Binance launched USDT-settled perpetual futures referencing gold (XAUUSDT) and silver (XAGUSDT), introducing 24/7 access and crypto-style margining to two major commodity markets. The gold contract went live on January 5, followed by silver on January 7.
The two TradFi perpetuals reuse familiar perpetual mechanics while adding commodity-specific price controls. XAGUSDT supports up to 50x leverage for silver exposure; Binance’s highest-leverage crypto pairs remain higher, but this level still permits significant amplification of returns and losses. Funding settles every four hours and, at launch, Binance capped the funding rate at ±2% per interval for XAGUSDT, per product documentation and reporting.
The products settle in Tether (USDT) and are offered through Nest Exchange Limited, a Binance entity regulated by the Financial Services Regulatory Authority (FSRA) of the Abu Dhabi Global Market (ADGM).
To limit dislocations, Binance uses a Price Index sourced from multiple vendors and a Mark Price that runs an EWMA model during off-hours. Commodity contracts apply deviation constraints (noted at ±3% for XAUUSDT) to reduce divergence between mark and index prices.
Regulatory framing and market implications
Binance routed the contracts through Nest Exchange Limited, an ADGM-recognized exchange regulated by the FSRA, signaling an effort to pair product innovation with explicit oversight. That regulatory footing may ease entry for traditional institutional counterparties that require an identifiable regulated venue.
For traders and crypto treasuries, USDT settlement concentrates profit and loss into a single stablecoin unit. That simplifies accounting and liquidity management for crypto-native treasuries but also concentrates counterparty and stablecoin exposure.
Operationally, risk managers should watch funding-rate behavior and open interest closely: elevated funding or sudden OI swings would signal concentrated directional positioning and raise liquidation risk in highly leveraged silver positions. Treasury teams weighing these products must balance the convenience of USDT-settled exposure against settlement concentration and platform counterparty risk.
Binance has indicated more traditional-asset contracts are planned, and the coming weeks of volume, funding-rate patterns and open-interest trends will be the practical measures used to judge whether these products broaden institutional access or primarily serve retail and speculative flows.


> [EXERCISE]:
Only the lines that hold "ylabel" should be in the answer, each copied from the data below.

☆ ☆ ☆

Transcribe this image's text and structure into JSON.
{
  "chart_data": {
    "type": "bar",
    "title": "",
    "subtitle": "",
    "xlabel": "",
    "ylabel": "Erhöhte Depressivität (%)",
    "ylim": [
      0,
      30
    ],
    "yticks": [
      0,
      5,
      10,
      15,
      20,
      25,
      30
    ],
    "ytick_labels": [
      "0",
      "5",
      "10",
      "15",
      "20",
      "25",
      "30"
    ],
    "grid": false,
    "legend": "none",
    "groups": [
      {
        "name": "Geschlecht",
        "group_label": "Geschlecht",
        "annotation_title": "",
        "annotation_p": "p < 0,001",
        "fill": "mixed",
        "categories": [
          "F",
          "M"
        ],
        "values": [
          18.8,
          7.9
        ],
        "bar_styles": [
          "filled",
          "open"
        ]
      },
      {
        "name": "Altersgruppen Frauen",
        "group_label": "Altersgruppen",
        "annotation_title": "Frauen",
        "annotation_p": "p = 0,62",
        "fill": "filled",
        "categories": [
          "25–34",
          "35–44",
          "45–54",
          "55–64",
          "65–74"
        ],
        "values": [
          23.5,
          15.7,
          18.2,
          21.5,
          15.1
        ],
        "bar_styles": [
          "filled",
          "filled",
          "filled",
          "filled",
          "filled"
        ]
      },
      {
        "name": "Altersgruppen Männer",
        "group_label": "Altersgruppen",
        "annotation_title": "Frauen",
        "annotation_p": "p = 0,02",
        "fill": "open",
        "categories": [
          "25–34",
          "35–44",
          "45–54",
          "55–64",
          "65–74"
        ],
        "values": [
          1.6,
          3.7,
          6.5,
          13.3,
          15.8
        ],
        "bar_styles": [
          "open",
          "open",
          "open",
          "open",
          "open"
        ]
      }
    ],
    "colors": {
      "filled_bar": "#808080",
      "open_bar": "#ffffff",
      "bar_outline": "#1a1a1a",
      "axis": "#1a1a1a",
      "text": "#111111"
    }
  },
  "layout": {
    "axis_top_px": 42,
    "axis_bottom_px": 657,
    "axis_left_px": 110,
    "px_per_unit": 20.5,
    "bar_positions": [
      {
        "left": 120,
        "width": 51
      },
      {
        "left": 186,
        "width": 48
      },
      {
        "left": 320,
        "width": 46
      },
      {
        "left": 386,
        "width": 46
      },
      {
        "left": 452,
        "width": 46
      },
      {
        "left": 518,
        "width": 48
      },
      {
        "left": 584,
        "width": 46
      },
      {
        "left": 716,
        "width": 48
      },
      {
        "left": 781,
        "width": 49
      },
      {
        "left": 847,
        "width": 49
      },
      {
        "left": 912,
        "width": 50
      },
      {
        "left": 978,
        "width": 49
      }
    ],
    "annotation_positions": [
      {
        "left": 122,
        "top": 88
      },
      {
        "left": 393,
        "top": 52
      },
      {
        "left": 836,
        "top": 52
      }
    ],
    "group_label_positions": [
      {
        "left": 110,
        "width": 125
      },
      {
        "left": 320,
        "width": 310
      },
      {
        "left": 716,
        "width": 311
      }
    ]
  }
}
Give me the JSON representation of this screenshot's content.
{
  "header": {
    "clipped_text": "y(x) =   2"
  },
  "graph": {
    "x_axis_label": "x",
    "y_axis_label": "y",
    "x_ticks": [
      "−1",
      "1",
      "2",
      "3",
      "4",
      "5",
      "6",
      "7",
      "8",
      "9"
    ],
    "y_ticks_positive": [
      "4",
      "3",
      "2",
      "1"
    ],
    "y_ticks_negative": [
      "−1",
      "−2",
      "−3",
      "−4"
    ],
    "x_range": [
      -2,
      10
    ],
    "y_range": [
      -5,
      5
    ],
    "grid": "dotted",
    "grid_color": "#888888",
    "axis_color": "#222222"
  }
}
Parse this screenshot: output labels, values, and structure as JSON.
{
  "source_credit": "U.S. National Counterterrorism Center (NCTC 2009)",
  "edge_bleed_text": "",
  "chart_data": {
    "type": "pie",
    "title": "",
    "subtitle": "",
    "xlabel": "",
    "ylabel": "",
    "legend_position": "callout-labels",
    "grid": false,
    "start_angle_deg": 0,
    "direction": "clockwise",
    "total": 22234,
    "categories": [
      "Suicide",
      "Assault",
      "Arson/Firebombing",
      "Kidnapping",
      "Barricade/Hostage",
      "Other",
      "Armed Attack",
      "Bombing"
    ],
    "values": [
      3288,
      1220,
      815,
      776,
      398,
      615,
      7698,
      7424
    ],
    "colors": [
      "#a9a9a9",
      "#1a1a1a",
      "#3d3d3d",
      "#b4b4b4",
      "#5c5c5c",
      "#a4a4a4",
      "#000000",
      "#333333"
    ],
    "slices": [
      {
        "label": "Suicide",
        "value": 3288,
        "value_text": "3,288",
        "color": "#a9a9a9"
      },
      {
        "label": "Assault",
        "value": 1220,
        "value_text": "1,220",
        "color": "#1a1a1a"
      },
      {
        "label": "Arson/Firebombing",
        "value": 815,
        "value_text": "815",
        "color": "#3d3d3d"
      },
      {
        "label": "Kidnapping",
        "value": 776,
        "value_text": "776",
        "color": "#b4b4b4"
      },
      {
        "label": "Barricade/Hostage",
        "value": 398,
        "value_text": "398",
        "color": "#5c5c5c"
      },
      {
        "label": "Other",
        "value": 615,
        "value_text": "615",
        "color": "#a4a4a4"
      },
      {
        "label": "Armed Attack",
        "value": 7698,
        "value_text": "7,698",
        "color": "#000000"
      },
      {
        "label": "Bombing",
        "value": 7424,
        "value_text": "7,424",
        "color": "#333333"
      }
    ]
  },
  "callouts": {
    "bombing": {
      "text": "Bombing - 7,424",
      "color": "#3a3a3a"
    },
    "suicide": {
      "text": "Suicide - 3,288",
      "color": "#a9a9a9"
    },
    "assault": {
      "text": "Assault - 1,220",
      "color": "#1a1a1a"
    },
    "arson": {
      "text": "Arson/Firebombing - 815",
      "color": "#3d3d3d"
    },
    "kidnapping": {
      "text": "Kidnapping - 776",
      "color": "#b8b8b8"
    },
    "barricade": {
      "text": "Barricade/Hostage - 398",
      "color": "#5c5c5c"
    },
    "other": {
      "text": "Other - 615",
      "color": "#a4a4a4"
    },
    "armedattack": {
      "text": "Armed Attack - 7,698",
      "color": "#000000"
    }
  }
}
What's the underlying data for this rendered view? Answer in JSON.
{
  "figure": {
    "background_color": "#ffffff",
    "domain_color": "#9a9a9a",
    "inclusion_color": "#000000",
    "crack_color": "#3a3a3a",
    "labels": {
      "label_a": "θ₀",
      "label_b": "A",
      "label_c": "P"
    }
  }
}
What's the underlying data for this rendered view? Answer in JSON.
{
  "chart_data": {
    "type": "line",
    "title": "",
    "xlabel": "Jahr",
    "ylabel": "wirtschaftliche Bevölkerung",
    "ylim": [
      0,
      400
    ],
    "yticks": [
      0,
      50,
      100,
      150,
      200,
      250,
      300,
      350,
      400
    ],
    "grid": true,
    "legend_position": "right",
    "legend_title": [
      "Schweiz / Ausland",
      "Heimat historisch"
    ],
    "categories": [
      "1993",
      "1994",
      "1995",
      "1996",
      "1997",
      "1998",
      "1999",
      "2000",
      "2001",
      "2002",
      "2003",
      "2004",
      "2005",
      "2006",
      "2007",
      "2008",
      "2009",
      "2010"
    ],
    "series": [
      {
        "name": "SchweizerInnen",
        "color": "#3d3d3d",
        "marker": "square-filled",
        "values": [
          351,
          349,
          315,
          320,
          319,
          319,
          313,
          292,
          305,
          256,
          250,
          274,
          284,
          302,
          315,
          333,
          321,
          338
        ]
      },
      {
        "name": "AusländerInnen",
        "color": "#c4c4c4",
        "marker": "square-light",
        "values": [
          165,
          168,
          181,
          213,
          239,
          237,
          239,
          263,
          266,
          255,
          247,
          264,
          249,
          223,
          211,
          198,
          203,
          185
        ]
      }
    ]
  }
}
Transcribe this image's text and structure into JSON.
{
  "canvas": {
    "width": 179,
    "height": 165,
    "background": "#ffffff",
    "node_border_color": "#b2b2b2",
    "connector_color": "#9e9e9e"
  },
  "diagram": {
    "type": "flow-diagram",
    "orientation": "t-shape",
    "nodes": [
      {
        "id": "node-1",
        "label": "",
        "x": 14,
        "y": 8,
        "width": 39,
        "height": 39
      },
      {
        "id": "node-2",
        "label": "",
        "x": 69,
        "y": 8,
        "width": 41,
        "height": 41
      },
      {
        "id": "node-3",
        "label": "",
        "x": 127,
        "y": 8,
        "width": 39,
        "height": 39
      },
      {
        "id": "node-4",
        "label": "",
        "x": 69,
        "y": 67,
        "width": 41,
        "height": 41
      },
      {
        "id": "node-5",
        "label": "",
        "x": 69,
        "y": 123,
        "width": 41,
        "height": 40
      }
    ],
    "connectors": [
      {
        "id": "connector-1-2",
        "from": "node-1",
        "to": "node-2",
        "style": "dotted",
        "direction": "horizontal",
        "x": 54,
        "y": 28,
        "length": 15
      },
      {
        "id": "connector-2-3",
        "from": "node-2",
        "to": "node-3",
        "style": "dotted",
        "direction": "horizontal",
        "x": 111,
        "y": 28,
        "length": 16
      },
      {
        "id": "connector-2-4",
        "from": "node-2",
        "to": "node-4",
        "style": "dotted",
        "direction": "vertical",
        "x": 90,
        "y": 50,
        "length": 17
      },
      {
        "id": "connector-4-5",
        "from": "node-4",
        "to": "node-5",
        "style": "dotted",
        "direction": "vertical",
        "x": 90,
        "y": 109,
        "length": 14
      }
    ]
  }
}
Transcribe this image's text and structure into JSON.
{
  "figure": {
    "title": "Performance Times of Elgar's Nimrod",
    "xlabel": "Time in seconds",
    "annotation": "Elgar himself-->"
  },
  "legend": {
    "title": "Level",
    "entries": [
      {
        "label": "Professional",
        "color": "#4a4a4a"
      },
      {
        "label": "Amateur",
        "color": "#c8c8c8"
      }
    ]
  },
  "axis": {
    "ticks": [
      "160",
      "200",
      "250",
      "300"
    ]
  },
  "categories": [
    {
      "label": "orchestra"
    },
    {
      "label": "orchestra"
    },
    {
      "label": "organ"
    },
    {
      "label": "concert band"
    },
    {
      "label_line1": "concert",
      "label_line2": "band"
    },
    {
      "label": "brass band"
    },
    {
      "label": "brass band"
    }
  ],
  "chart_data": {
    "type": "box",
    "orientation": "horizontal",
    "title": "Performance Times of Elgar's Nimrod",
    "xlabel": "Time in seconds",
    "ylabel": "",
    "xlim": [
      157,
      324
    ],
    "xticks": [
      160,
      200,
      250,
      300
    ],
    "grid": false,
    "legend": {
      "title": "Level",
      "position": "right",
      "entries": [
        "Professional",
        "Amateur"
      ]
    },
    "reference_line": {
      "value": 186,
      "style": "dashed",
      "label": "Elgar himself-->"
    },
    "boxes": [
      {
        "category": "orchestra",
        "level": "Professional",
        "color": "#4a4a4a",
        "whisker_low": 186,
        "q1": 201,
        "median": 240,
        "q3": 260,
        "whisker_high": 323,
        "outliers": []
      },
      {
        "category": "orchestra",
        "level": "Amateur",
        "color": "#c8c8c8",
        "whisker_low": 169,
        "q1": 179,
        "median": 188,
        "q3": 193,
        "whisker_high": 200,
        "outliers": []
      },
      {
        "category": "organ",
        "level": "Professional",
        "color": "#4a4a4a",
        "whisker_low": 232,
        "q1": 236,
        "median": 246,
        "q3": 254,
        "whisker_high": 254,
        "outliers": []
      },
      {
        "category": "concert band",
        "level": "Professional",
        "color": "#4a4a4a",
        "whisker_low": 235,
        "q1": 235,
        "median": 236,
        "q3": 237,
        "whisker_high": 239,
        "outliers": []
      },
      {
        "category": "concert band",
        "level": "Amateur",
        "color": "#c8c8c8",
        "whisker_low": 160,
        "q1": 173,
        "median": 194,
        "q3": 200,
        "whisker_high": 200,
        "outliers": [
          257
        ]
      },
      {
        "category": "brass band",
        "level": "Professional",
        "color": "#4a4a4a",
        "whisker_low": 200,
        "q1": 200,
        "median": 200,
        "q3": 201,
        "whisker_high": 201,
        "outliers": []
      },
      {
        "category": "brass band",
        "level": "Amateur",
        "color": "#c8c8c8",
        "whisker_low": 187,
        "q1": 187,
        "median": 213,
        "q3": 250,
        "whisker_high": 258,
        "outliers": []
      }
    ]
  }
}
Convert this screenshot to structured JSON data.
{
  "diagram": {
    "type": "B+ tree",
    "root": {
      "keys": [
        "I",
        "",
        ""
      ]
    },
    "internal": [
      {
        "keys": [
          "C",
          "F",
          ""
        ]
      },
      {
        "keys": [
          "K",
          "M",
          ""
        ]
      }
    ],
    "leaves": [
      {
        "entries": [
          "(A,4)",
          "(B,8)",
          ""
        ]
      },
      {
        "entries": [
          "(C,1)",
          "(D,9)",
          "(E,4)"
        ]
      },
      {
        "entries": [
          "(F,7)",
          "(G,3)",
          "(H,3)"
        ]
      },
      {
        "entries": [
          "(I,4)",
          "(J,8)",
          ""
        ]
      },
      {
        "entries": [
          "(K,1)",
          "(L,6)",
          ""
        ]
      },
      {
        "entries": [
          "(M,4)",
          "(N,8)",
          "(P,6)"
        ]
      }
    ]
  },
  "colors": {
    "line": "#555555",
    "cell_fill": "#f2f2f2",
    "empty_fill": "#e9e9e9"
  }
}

☆ ☆ ☆

> [WRITTEN ANSWER]:
    "ylabel": "Erhöhte Depressivität (%)",
    "ylabel": "",
    "ylabel": "wirtschaftliche Bevölkerung",
    "ylabel": "",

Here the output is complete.